The funeral of Norman Cornish, the last of the pitman painters, was held today (Tuesday, August 12). Chris Lloyd paints the scene. 

"IT is appropriate, really, that I should be standing beside this picture window," said Michael Chaplin, as he began his tribute at Norman Cornish's funeral today.

With a flourish from his arm, he gestured through the three huge windows in Durham Crematorium to the pastoral scene outside that was begging for someone to paint it.

Up high, there was a watercolourist's sky, with bright white clouds scurrying across the deep blue. In the distance was a screen of trees billowing in the breeze – they would have required a whole palate of colours to capture them, from silver birch to copper beech.

In the foreground, swallows swooped purposefully, flashing their white bellies, white pretty butterflies danced haphazardly, not quite sure where they were being blown.

And beneath them all was a wide, green lawn, peppered with vivid yellow buttercups. They looked like the little explosions of colour that Mr Cornish saw on his first day of work as a 14-year-old down Dean and Chapter Colliery in Ferryhill. The miners trudged up the grey gantry in the first light of day in front of him, but when he painted their lamps they became brilliant orange fireflies buzzing around them.

His painting, Pithead, was on the cover of today's order of service. It was a humanist service full of gratitude for the life of Mr Cornish, from Spennymoor, who died on Friday aged 94, the last of the pitman painters.

The service was a private affair, for family and friends – Sarah, his widow, was unable to be there, but she is bearing up. A public celebration of his life will be held on September 14 in Spennymoor in the form of a lecture and exhibition.

The centre-piece of today's service was the tribute by Mr Chaplin, the son of the writer Sid, who recalled his first encounter with Mr Cornish when he was about eight in the 1950s. Mr Chaplin's parents had visited Norman and Sarah in Bishops Close Street for "a substantial and tasty tea and a bit craik", so the young lad scarpered out the front to play football. Inevitably, his keepy-uppies ended with him volleying the ball through a neighbour's parlour window.

All the adults converged to yell, apart from Mr Cornish, who instead measured the broken pane, got some glass from a picture frame "and carefully fitted and puttied it", said Mr Chaplin.

"I watched his big hands as he worked, slowly and steadily, in the certain knowledge it would turn out alright."

Window glazed, Mr Cornish handed back the football, saying: "Better play in the back lane this time, son."

After the tribute came the committal, accompanied by The Humming Chorus from Madame Butterfly, and a time for thought and prayer.

My mind drifted back to the last time I interviewed Mr Cornish in his upstairs studio, amid higgledy-piggledy piles of pictures. I remembered his brushes neatly planted in jugs, the white-haired tufts of their bristles poking up like flowerheads, and I remembered his tubes of paint, squeezed like toothpaste, lined up in colour co-ordinated order.

I remembered the noise of the painting of Trimdon Grange on his easel, with the whoosh of the steam from the railway engine engulfing the men as they crossed the bridge while, at the margins, the children shrieked as they booled a hoop, causing their dogs to bark at their heels in excitement.

I remembered his beer – the best beer of all in his busy bar scenes, beer so real you could drink it, wipe the head from your upper lip and then watch as the froth slowly slid down the inside of the glass.

And I remembered the "substantial and tasty tea" that Sarah had silently rustled up out of nowhere as her husband held forth.

The humanist celebrant, Ray Wood, brought my reverie to an end, and closed the service with the same quote that I had used to close my article. It was a quote Mr Cornish had probably given thousands of times over the years to all who sought to understand his work.

"I don't mind being called a mining artist, but I have been a professional artist almost twice as long as I was a miner," he said. "I paint human beings, the kids playing with skippy ropes, the boys with snowballs – all people. I paint their hopes and their shapes and their attitudes and the feelings I have when I look at them.

"In fact, the images all come from the people. They create them and I paint them. I am just the medium."

He was not just a pitman painter, but a painter of all the pitmen's people, whether they were above ground or below it. Their way of life has now gone, like the artist himself, but, as Michael Chaplin said, their days in the Durham coalfield live on in Mr Cornish's works "so clear and quite timeless".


### EXERCISE INSTRUCTIONS
Output the exact lines that start at the one containing "localize all elements." and continue to the last line of the entries below; do not output pictures.
RECORDS SHOWN Start Marker
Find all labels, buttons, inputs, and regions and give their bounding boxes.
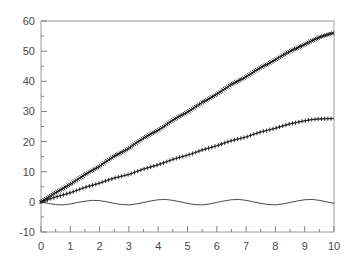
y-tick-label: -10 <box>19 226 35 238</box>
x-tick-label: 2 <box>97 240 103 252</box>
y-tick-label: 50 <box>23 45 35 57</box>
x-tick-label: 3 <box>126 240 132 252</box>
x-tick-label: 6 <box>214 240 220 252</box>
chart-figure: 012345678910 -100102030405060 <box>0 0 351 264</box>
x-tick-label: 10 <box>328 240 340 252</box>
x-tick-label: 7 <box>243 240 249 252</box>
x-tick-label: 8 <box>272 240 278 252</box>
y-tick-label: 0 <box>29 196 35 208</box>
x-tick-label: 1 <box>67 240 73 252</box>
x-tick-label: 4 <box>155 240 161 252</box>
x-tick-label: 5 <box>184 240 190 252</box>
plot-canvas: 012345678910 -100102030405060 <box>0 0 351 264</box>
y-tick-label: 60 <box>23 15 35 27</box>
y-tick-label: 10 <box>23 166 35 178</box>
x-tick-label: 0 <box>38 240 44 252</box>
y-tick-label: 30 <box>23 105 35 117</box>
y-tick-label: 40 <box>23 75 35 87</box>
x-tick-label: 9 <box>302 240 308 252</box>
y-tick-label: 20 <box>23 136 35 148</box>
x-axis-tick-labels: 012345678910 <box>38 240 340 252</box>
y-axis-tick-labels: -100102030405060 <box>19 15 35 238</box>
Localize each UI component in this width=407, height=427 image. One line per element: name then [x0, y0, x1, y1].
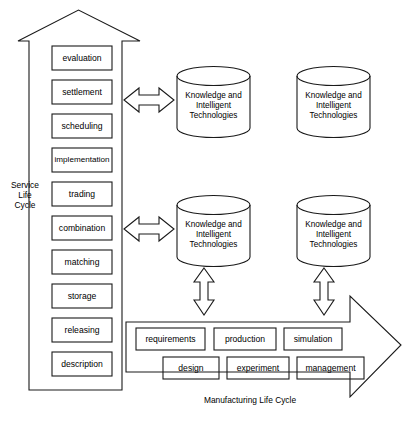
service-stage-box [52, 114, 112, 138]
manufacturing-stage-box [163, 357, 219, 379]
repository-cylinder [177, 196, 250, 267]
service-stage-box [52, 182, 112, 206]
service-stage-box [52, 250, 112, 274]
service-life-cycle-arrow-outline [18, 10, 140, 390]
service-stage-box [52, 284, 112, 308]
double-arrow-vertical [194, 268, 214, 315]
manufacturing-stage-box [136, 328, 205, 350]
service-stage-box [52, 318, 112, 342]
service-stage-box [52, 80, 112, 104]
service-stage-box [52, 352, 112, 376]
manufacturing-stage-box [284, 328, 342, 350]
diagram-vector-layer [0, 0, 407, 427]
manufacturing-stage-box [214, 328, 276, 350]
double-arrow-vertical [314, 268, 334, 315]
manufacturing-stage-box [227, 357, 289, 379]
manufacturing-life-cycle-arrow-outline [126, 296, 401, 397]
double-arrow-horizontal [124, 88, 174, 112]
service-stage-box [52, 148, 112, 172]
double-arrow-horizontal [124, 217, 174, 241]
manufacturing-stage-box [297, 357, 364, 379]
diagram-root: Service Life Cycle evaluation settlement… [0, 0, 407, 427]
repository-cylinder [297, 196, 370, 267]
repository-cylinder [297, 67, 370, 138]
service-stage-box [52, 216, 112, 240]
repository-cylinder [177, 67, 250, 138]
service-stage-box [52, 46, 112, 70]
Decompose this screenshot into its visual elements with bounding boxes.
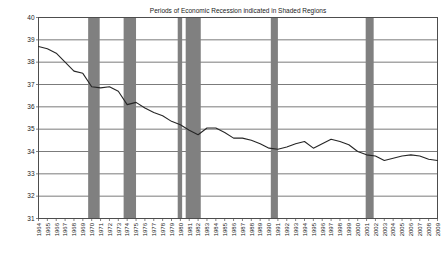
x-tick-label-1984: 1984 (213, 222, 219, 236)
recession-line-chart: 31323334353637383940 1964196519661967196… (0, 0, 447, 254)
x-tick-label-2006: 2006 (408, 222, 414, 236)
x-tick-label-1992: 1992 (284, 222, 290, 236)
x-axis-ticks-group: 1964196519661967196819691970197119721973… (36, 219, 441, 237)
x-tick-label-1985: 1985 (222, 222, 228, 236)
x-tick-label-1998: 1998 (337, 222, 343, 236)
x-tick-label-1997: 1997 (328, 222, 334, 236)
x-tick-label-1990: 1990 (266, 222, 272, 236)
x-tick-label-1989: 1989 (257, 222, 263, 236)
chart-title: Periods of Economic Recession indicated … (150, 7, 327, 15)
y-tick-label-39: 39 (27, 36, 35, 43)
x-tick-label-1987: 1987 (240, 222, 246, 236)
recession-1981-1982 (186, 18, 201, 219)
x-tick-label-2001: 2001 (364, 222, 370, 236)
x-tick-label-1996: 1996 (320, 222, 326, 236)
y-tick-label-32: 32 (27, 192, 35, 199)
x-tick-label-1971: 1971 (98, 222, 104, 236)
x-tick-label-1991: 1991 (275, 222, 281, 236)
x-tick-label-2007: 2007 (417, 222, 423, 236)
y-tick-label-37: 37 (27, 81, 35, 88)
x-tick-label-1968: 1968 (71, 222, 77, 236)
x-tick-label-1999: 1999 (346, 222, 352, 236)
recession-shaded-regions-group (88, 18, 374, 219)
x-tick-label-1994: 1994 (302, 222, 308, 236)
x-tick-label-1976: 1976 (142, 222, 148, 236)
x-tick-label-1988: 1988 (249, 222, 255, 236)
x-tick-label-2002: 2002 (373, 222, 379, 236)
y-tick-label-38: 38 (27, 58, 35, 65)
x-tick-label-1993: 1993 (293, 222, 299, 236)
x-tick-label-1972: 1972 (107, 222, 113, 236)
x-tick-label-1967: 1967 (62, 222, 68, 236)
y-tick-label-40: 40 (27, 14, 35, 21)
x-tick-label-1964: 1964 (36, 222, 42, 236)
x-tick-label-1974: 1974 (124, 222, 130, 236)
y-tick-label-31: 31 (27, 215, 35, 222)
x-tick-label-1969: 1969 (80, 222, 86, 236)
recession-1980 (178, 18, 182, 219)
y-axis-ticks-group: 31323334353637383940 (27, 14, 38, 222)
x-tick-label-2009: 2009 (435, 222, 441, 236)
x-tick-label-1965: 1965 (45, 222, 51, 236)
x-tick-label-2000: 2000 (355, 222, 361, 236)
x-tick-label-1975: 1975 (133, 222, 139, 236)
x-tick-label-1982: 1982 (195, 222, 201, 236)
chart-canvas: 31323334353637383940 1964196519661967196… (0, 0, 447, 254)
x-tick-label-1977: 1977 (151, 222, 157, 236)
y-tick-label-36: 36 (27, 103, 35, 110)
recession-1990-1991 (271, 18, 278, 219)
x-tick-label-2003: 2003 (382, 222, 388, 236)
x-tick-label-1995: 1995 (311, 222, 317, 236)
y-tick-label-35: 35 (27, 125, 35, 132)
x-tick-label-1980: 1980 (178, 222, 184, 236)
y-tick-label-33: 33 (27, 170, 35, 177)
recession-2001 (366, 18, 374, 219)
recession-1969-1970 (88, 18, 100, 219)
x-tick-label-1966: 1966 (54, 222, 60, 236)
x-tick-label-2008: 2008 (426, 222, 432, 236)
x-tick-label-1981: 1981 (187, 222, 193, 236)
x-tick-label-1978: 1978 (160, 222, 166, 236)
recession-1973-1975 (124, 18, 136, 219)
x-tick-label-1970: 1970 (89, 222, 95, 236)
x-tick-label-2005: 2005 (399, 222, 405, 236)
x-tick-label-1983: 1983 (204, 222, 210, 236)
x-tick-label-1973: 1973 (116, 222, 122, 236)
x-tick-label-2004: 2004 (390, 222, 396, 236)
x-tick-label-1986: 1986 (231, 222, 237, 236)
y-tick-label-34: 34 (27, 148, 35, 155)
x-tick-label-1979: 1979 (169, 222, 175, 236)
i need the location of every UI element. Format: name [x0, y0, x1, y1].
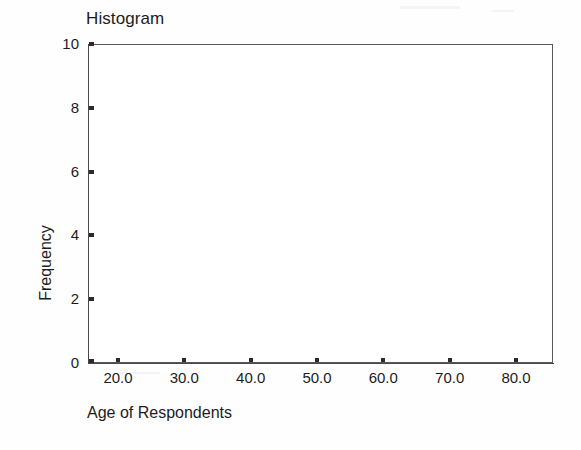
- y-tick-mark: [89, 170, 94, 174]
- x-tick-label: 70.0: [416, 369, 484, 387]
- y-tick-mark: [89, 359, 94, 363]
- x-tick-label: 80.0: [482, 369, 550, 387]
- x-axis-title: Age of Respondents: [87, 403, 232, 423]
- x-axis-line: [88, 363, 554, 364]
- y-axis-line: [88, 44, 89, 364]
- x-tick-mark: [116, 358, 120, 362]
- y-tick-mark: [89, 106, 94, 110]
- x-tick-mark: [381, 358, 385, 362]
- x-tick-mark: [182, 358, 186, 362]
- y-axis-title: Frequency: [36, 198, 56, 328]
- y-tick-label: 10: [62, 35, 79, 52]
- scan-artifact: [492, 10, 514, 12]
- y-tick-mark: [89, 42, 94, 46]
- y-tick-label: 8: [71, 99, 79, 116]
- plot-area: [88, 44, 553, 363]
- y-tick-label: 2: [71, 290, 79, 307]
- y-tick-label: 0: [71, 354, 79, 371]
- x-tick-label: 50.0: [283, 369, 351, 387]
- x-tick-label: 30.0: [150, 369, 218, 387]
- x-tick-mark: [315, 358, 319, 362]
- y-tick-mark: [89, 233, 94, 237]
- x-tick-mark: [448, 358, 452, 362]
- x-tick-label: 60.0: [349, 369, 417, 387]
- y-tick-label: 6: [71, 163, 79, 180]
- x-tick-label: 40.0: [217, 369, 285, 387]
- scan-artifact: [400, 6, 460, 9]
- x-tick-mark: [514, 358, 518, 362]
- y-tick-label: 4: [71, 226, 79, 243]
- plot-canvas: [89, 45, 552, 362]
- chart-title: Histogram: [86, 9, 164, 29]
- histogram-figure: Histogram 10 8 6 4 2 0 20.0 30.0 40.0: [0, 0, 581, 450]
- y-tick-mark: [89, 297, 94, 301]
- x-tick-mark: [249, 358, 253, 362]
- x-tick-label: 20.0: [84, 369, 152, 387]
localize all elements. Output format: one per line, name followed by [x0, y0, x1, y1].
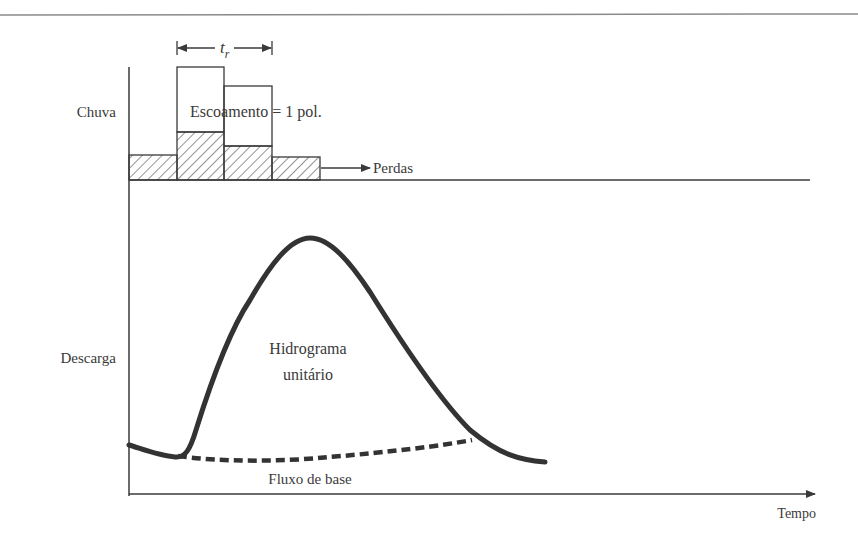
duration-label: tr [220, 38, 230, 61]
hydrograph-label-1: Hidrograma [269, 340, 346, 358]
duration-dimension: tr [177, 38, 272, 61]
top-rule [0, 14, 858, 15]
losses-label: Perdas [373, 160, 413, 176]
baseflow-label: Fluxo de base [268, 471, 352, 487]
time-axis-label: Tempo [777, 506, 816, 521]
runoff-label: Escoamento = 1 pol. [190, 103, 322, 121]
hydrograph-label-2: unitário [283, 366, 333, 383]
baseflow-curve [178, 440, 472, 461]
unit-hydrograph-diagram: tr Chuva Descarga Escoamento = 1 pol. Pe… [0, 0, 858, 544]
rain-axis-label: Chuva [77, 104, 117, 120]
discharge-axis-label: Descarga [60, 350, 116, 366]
RECORDS SHOWN End Marker
### RESPONSE BOX
localize all elements. Output format: one per line, name followed by [x0, y0, x1, y1].
duration-label: tr [220, 38, 230, 61]
hydrograph-label-1: Hidrograma [269, 340, 346, 358]
duration-dimension: tr [177, 38, 272, 61]
top-rule [0, 14, 858, 15]
losses-label: Perdas [373, 160, 413, 176]
baseflow-label: Fluxo de base [268, 471, 352, 487]
time-axis-label: Tempo [777, 506, 816, 521]
runoff-label: Escoamento = 1 pol. [190, 103, 322, 121]
hydrograph-label-2: unitário [283, 366, 333, 383]
baseflow-curve [178, 440, 472, 461]
unit-hydrograph-diagram: tr Chuva Descarga Escoamento = 1 pol. Pe… [0, 0, 858, 544]
rain-axis-label: Chuva [77, 104, 117, 120]
discharge-axis-label: Descarga [60, 350, 116, 366]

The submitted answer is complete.